Autonomy is a hugely sensitive issue in semi-autonomous Catalonia, which saw its powers taken away under Spain’s military dictatorship. Home to 7.5 million people, the region fiercely defends its own language and culture.

There are fears of unrest if Madrid seeks to impose direct rule of any kind, and Catalan leader Carles Puigdemont has said such a move could push regional lawmakers to declare unilateral independence.

But Rajoy said Friday that Spain had reached a “critical point” after weeks of political limbo and that his government had to act to stop the rule of law being “liquidated”.

AFP / LLUIS GENEThe Catalan police force, Mossos d’Esquadra, Mossos d’Esquadra, largely ignored a court order to close polling stations and seize ballot boxes during the referendum.

 

Rajoy is likely to announce plans to take control of Catalonia’s 16,000-strong police force, the Mossos d’Esquadra, whose leader Josep Lluis Trapero could face up to 15 years in jail on sedition charges for failing to contain separatist protests ahead of the referendum.

Madrid could also seek to force new elections — its preferred solution to Spain’s most protracted political crisis since it returned to democracy in 1977 — as early as January.

Rajoy is due to hold a press conference early Saturday afternoon to announce his plans, which must pass through the Senate where his conservative Popular Party holds a majority — a process that would take about a week.

Speaking on Friday night at the Princess of Asturias Awards — Spain’s answer to the Nobels — King Felipe described Catalonia as “an essential part of 21st century Spain”.

EU leaders, who were at the ceremony to collect a prize for encouraging harmony in Europe, used their acceptance speeches to demand respect for the law in words that offered implicit backing to Madrid.

“Some are sowing discord by deliberately ignoring law,” European parliament head Antonio Tajani said at the awards night in the northern city of Oviedo.

He added pointedly: “All too often in the past the prospect of redrawing borders has been presented as a heavenly panacea that has resulted in a hellish mess.”

As tensions continue to run high, independence supporters are set to rally in Barcelona Saturday evening calling for the release of Jordi Cuixart and Jordi Sanchez, the leaders of two powerful grassroots separatist groups who have been in jail since Monday pending investigation into sedition charges.

Puigdemont says he has a mandate to declare independence after the referendum, which his administration says resulted in a 90 percent Yes vote.

But turnout was given as only 43 percent as many Catalans who back unity stayed away from the banned vote.

Accounting for about a fifth of Spain’s economic output, Catalonia is roughly evenly split over whether to break away from Spain, according to polls.

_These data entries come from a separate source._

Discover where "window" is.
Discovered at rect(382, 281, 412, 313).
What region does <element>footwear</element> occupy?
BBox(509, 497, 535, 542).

Supporters say the region does too much to prop up the rest of the national economy and would thrive if it went its own way, but opponents say Catalonia is stronger as part of Spain and that a split would spell economic and political disaster.

Nearly 1,200 companies that have shifted their registered domiciles to other parts of Spain since the referendum, hoping to minimise instability.

Madrid this week cut its national growth forecast for next year from 2.6 percent to 2.3 percent, saying the standoff was creating uncertainty.